If LCP is above 4 seconds or your overall score is below 50, you have a real speed problem.

## The 15 most common causes of a slow WordPress website

### 1. Cheap shared hosting
Budget hosting at £2-£5/mo shares your server with hundreds of sites. When others spike, you slow. **Fix:** move to Hostinger, Cloudways, or Kinsta (£8-£30/mo). Expect 2-3x speed improvement without changing code.

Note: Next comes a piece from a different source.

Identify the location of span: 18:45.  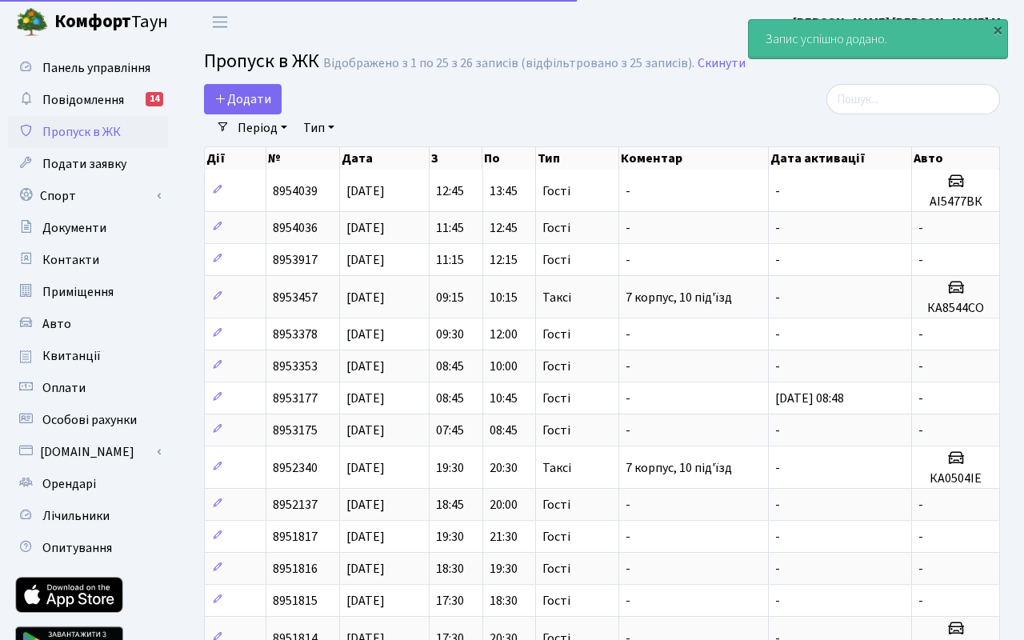
(449, 505).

### 2. Huge unoptimised images
Images are 60-80% of page weight. A 4 MB phone photo dropped into a page forces every visitor to download it. **Fix:** resize, compress with TinyPNG, serve WebP/AVIF. On WordPress use ShortPixel or Smush. Typical saving: 40-70% of page weight.

### 3. Too many plugins
Every plugin adds code, queries, and stylesheets to every page load. **Fix:** audit and deactivate unused plugins. Aim for under 20 total on a small business site.

### 4. No caching
Without caching, every visit triggers a full database query and PHP execution. **Fix:** install WP Rocket (paid) or LiteSpeed Cache / W3 Total Cache (free). Test before and after.

### 5. No CDN
A visitor in Manchester still gets data from your London server. A CDN serves from the nearest edge. **Fix:** Cloudflare free tier, 15 minutes to set up. 30-50% load time improvement for distant users.

### 6. Render-blocking JavaScript and CSS
Browsers wait for top-of-page scripts and stylesheets before rendering. **Fix:** defer non-critical JS, inline critical CSS. Caching plugins handle this with a tick box.

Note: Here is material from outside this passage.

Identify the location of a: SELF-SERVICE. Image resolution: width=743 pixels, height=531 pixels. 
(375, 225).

### 7. Too many third-party scripts
Facebook pixel, GTM, Hotjar, Intercom, Trustpilot widget, and live chat can add 2 seconds between them. **Fix:** audit and remove anything not actively used. Delay non-essential scripts until interaction.

### 8. A bloated theme
Divi, Avada, and heavy page-builder themes load code for features you never use. **Fix:** switch to GeneratePress, Kadence, Astra, or Blocksy. Expect 0.5-1.5 second LCP improvement.

### 9. No lazy loading on images
Old sites download every image before showing anything. **Fix:** modern WordPress lazy loads by default. Older setups: enable via caching plugin or add `loading="lazy"` to img tags.

### 10. Slow database queries
Post revisions, transients, spam, and plugin leftovers bloat the database. **Fix:** WP-Optimize or Advanced Database Cleaner. Run monthly. Shaves 200-500 ms.

### 11. Oversized web fonts
Five weights plus italics = ten files = 200-400 KB before any text appears. **Fix:** limit to 2 font families, 3 weights max. Self-host, use `font-display: swap`.

### 12. No Gzip or Brotli compression
Compression cuts HTML/CSS/JS by 60-80% over the wire. **Fix:** enable in hosting control panel or ask your host. Free instant win.

### 13. Mobile users on poor connections
Your site might feel fast on office fibre but crawl on rural 4G. Google tests on simulated slow 4G. **Fix:** always test on the Mobile tab of PageSpeed Insights. Keep mobile page weight under 2 MB.

### 14. Redirect chains
HTTP→HTTPS→www→new URL = three round trips before loading starts. **Fix:** consolidate redirects to one hop. Audit with Screaming Frog.

### 15. Ancient PHP version
PHP 8.2/8.3 is dramatically faster than PHP 7.4. **Fix:** switch in hosting control panel. 20-40% instant server-side speed boost.

## What counts as a good website loading speed?

- Excellent: under 1.5 seconds on mobile
- Good: under 2.5 seconds on mobile
- Needs work: 2.5-4 seconds
- Poor: over 4 seconds

For UK small business sites, target 1.5-3 seconds on mobile.

## Step-by-step fix playbook

1. Baseline scan (PageScore or PageSpeed Insights)
2. Upgrade PHP version (5 min)
3. Install caching plugin (10 min)
4. Bulk-optimise images (20 min)
5. Set up Cloudflare (15 min)
6. Audit plugins and remove unused (15 min)
7. Clean database (5 min)
8. Re-test and compare

About 75 minutes of focused work. Most slow WordPress sites go from score 30-40 up to 70-80.

## Free speed check tools

- PageScore (https://pagescore.co.uk) — instant, no signup, 5-category score
- Google PageSpeed Insights — source of truth for Core Web Vitals
- GTmetrix — detailed waterfall, free tier requires signup

Run all three. Trust the middle one.